I wanted a nice looking template, but didn’t want to have to battle with TailwindCSS all the time or write pages in FrameworkJS - I didn’t even want to write HTML, really. So I looked in to themes for static site generators that I could work with, not against. I scoured theme round ups looking at demos for Jekyll, Lektor, Vitepress, Pelican, Gatsby and Hugo. In the end I settled for LoveIt for Hugo only to find that it didn’t work with the latest version of Hugo and the creator had seemingly abandoned it. Luckily, I found DoIt, a fork of LoveIt that was still being maintained.

So I set up my new blog, created a draft, and generated the preview. I looked at the generated code and found that it was full of overly complicated Tailwind CSS and had too many javascript libraries for my liking.
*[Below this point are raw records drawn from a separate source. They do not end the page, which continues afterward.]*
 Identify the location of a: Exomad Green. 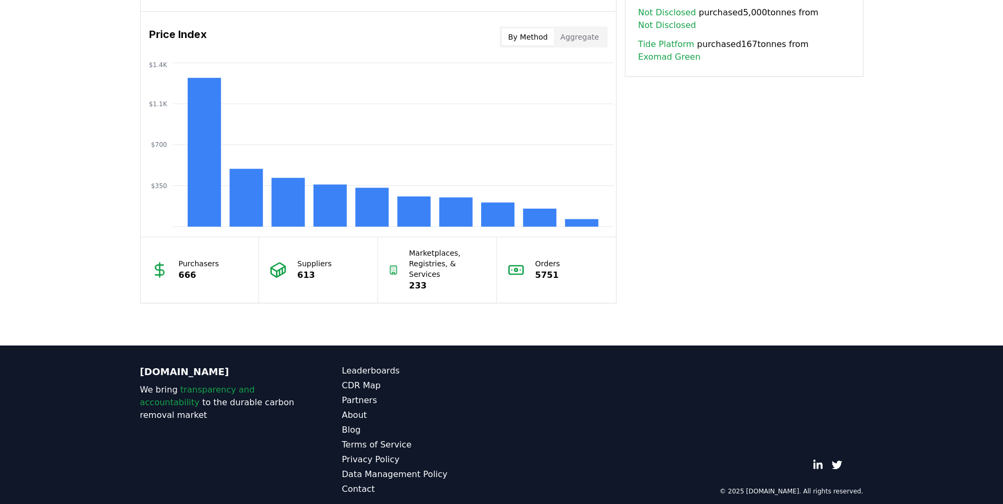
(669, 57).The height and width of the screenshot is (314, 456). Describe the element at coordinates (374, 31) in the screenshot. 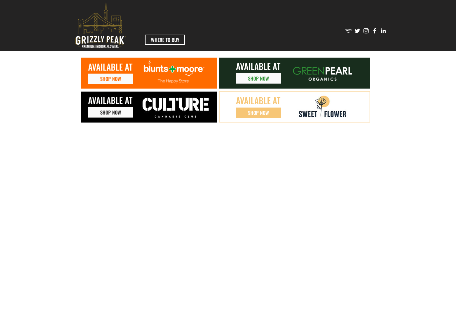

I see `img: Facebook` at that location.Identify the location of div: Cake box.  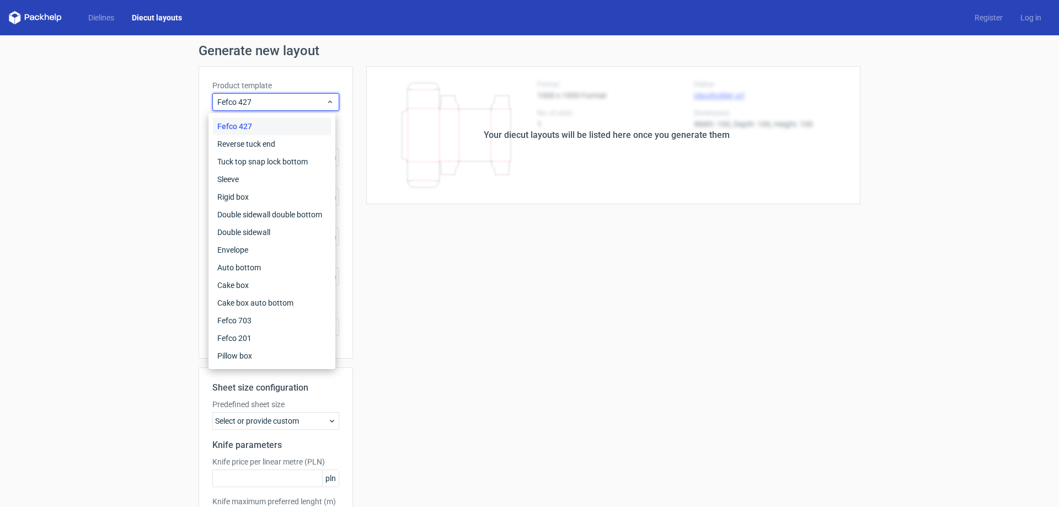
(272, 285).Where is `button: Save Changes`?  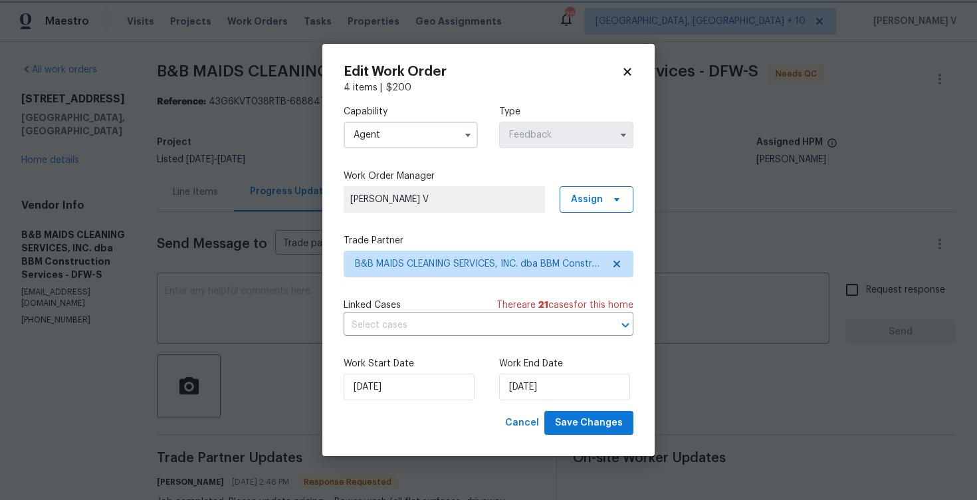 button: Save Changes is located at coordinates (589, 423).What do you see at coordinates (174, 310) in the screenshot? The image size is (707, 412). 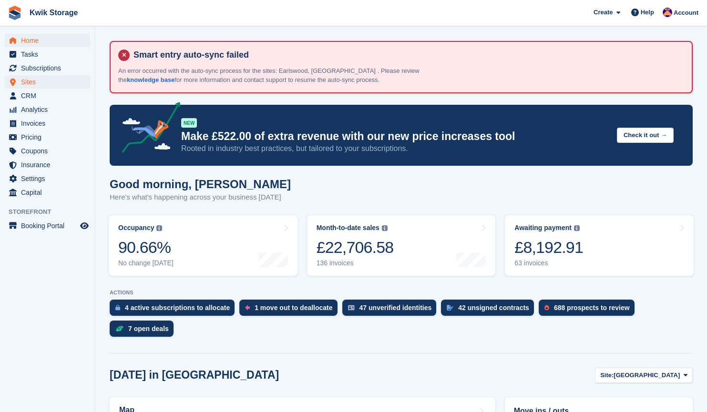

So I am now in the process of removing everything I can do without - to simplify my blog and remove as many moving parts from it while keeping it working.

All this got me thinking about how we - web developers and software engineers alike - have over complicated our lives in the name of making things better.

Frameworks were supposed to make life easier from devs but when you stop to think about the complexity they add to the development process - CI/CD, package management, vulnerabilities, version conflicts, extra tooling for testing, transpiling, linting, pre-processing - you start to see why the concept of less is more is so popular amongst more experienced developers.

If I want to add a table to one of the projects I’ve built using VueJS, it requires one or more components, with props and emits, and all sorts. Things that would have taken 20-30 lines of vanilla Javascript to do now require 40-60 lines of templating and Vue-specific Javascript that won’t work with ReactJS or any other framework. And while adding a second table in the VueJS project will only require one or two extra lines of code and modifications to a few of the existing stuff, the same could be said for the vanilla JS too. As such, the use of these frameworks hasn’t really added much benefit to us as developers.

Meanwhile, the sites that are deployed using these frameworks have massive load times due to all the code required to make them work. So the experience of the user isn’t that great either.

All this is to say I’ve gotten to the point where I don’t want to have to spend time fighting with the tools I use. I just want as little routine maintenance as possible so I can do what I love doing - building things.

I won’t be abandoning frameworks altogether, but I will be minimising my use of them in the situations where I get to make those decisions. For example, I am testing replacing VueJS with HTMX in a few of my web app projects, and I’ll continue to pull apart the theme I use on this site to reduce the number of moving parts as much as possible, while keeping the things I want because they do make my life easier.

After all, I like having nice things.